There's a quiet pattern happening inside most companies right now.
Leaders bought AI. They wrote the strategy. They announced the rollout. And six months later, they're staring at usage data and wondering why the line isn't moving the way they thought it would.
A new global research report from Google Workspace, Beyond AI Optimism: Five ways to move your business from saving time to sparking innovation, puts hard numbers behind something most leaders are feeling. The report surveyed more than 2,500 executives and knowledge workers across six markets. The findings should reframe how every leader thinks about AI investment.
Executives are bullish on AI. Employees want more of it. And yet only 3% of companies are categorized as "highly transformed" by AI.
A few data points from the study that say the quiet part out loud:
The story isn't that employees are resisting AI. The story is that organizations are deploying it faster than they're enabling people to use it well.
Most AI conversations stop at productivity. Faster emails. Quicker summaries. Less time spent searching.
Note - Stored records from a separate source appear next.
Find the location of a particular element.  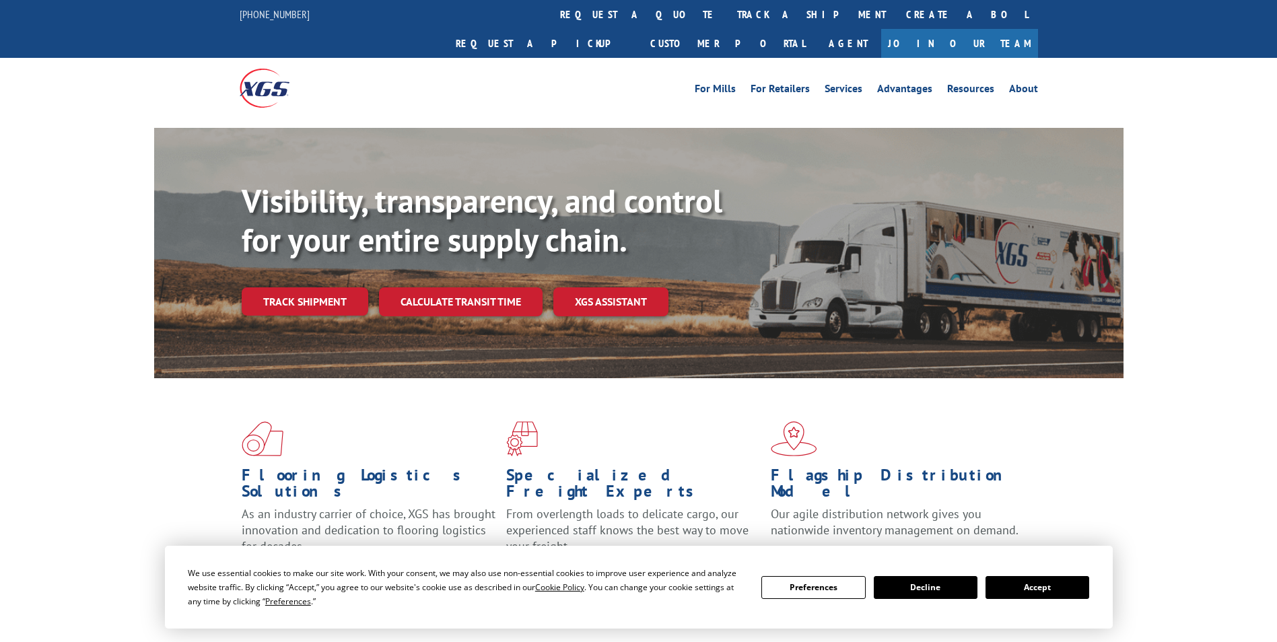

a: Request a pickup is located at coordinates (543, 43).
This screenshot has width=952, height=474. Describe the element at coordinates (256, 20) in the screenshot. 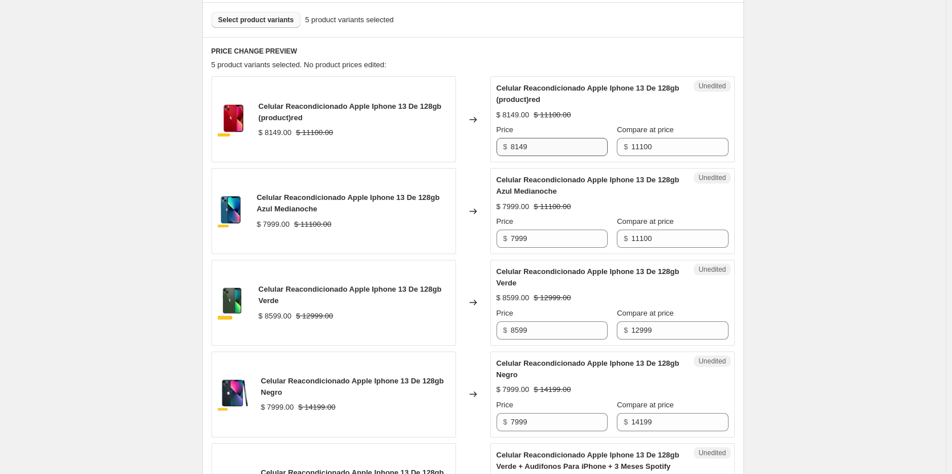

I see `button: Select product variants` at that location.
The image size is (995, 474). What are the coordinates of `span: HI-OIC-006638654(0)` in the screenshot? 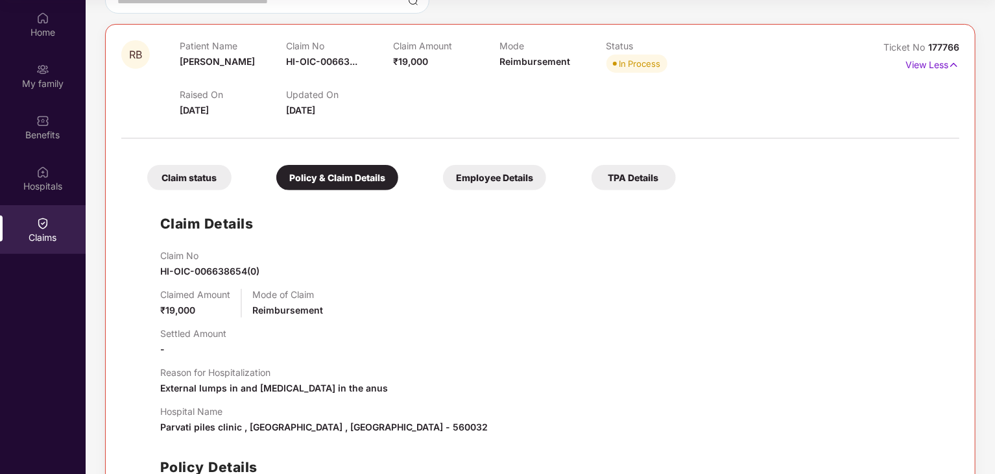 It's located at (210, 271).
These gains are real — Google's data shows AI reduces information-search time by 40% and mundane task time by 39%. But the report makes a sharper point: time savings are the starting line, not the finish line.
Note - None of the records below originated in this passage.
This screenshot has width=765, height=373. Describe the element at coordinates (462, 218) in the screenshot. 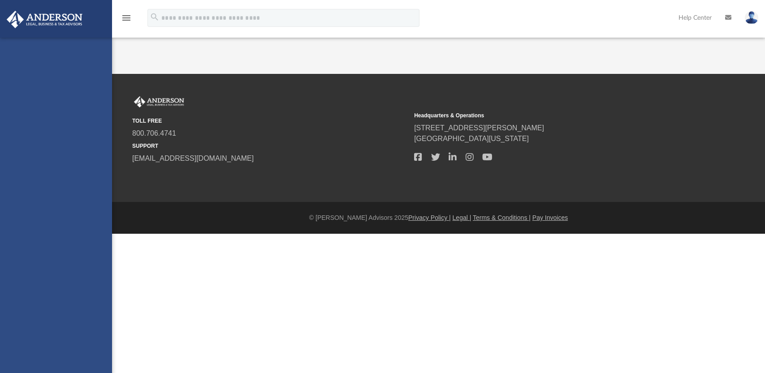

I see `a: Legal |` at that location.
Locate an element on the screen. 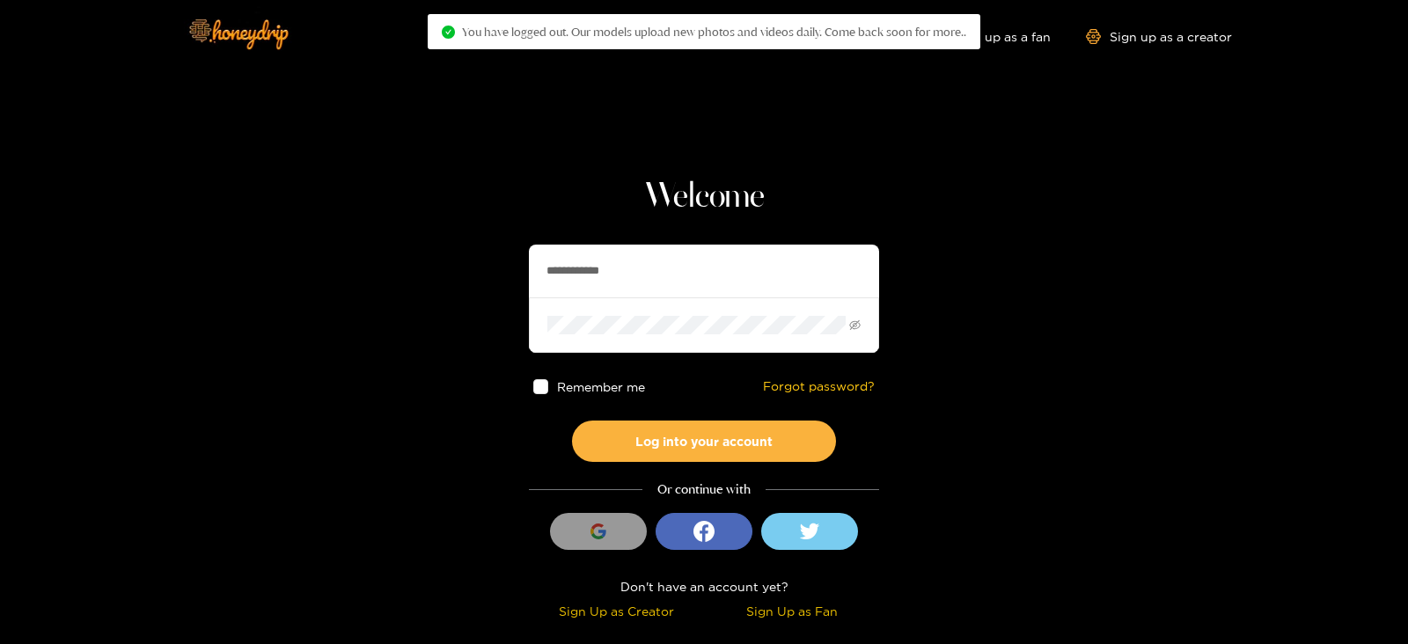 The height and width of the screenshot is (644, 1408). span: Remember me is located at coordinates (601, 386).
Highly transformed organizations are seeing 2x the innovation, 2x the competitive advantage, and 2x the creativity of organizations still in the productivity-only mindset. The companies pulling ahead aren't using AI to do the same work faster. They're using it to do different work entirely.
That shift doesn't happen because someone bought Copilot licenses. It happens because the workforce around those licenses has been deliberately moved from access to adoption to habit.
The Google report identifies what separates the 3% from everyone else. The pattern isn't about tooling. It's about how the organization treats the human side of the rollout:
Notice what isn't on that list. Better models. More licenses. Newer platforms. The variables that matter are organizational, not technical.
When companies under-invest in adoption, three things happen:
This is the moment most AI initiatives quietly stall. The tools are deployed. The intent is there. But the system to actually change how people work is missing.
BrainStorm exists for this exact problem. AI access has been deployed at most enterprises. AI adoption has not. Closing that gap takes more than a kickoff event and a quarterly training refresher — it takes a behavior-change system designed specifically for how people learn new tools and form new habits.
Our ADOPT™ framework guides employees through the five stages that turn access into transformation:
We meet employees where they already work, reinforce the right habits over time, and make adoption visible to leadership so AI ROI stops being a guess.
If you're a leader staring at low Copilot usage, flat AI ROI, or a workforce that's enthusiastic in surveys but unchanged in workflow, the path forward isn't more tools. It's a deliberate plan for the human layer of your AI investment.
The 3% of companies pulling ahead aren't smarter or better-funded. They've just decided that picking the right AI tool was the easy part — and that the human infrastructure around it is the actual work.